Somehow, he felt as though he’d been watched.

“It’s my heavy luggage; he can help to carry it—and I’ll take the other end,” John said without looking up.

The boy blinked, surprised into a grin. “Cheers.”

“This way?” John said, and they heaved together. Two steps, then four, then the landing in front of the dormitory for new students.

“Name?”

“John Spencer, Marquess of Stonefield,” he offered, and didn’t care what the porter thought. The man ran a finger down the ledger and nodded him through. It felt like something opening.

They left the trunk at the door, and John turned back to his parents. Maisie had pushed her face through the open carriage window and waved with the already saturated handkerchief; Felix was sayingsomething to her that made her mouth twitch in an unwilling smile. John savored the sight and then made himself move, because standing still never helped.

The quad spread neat as a bookplate: clipped grass, pale stone, the long shadow of the library tower laid like a ladder across the flags. He stopped before he entered the building—not to gawk, but to mark it. People like my parents couldn’t have stood here as students, not when they were young. Oxford’s doors had been shut to Jews. They’d built lives anyway. I can walk in. I can ask questions out loud. He could use this for good. He would.

“Go on, milord,” the boy said behind him, as if he’d heard the thought.

“I’m going,” John said, and meant it, but he couldn’t shake the sensation that someone was following him. Or why else were the tiny hairs on his neck pricking up?

He turned back once more because he couldn’t help it. Maisie pressed her hand to her heart. Felix tipped the brim of his hat with two fingers, and the carriage moved through the gate and out of sight.

He waved until he was certain they couldn’t see him anymore, but the tight place under his ribs squeezed.

“Is the library open?” he asked the boy, who’d set down the strap.

“Yes, milord. Shall I wait for you here?”

“Please set this aside, I’ll return soon.” John crossed the quad with his hand on his chest and a list of instructions clattering pleasantly in his head: come home often; write first, worry later; eat; sleep; be kind.

The porter’s pen squeaked faintly as he mumbled to another new arrival behind John. Geese argued somewhere beyond the wall. John looked up at the great windows of the library, bright as Maisie’s polished silver candlesticks in the sun—

—and caught a flicker from the inside.

Blond hair, quick as a match-flare. A profile turned half away. A book held close to a blue-clad chest. The slightest tilt of a mouth, as ifa private joke had just landed.

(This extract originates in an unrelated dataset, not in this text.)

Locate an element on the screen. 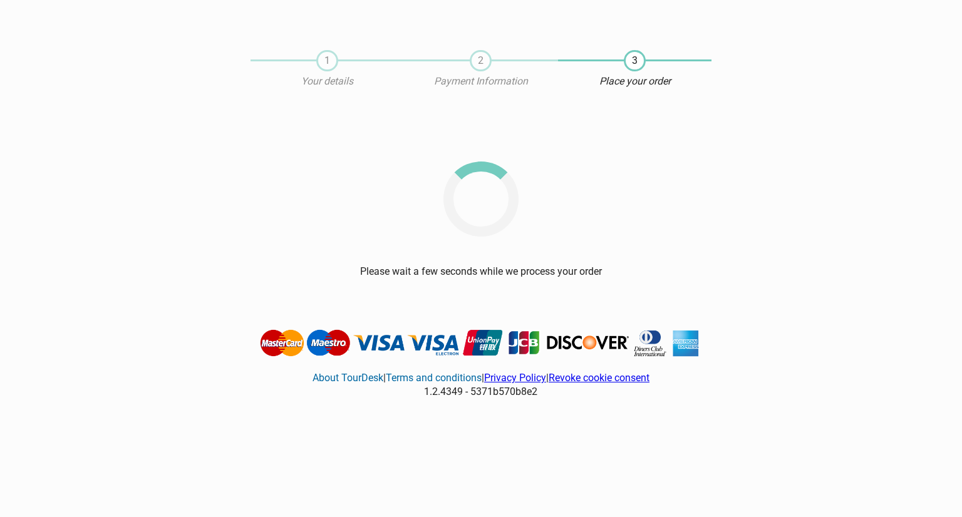 Image resolution: width=962 pixels, height=517 pixels. a: Revoke cookie consent is located at coordinates (599, 378).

It was a breath, no more. Enough to set the air inside him humming in a most unfamiliar way.

A swift beat rose where the ache had lived. Good, off to the library. Begin the work, he thought, and the tempo evened as he allowed himself to explore a little.

He entered the library and found a staircase open to a dark tower. Perhaps that’s where she is.

He climbed. The old treads answered each boot with a hollow thud that sounded like a secret he needed to uncover. At the landing between two floors, where the windows faced the court, he paused one last time and looked back across the court. Carriages delivered more new students to the new dormitory, but he was already at the library.

John smiled and went up to where he’d seen the blonde girl.

The room he found at the end of the staircase was small and bright. A desk with a nick in one corner. A window overlooking the court. Books in an uneven stack, a blue shawl slung over the chair back, a mug ring on the sill as if someone had been here often and in a hurry. Someone lived in this forgotten corner.

“What are you doing here?” The voice came from the shadow near the shelves—clear, bright, with a faint lilt that felt instantly like home. Like how Maisie and Deena sounded after a long spell of German.

Hm. Curious.

“I didn’t know there were girls in the library,” John said, turning toward the sound. Another ridiculous rule. Why should girls and Jews be barred from rooms built for thought? In his house, both owned half the shelves.

“I saw you arrive, you’re new,” she said.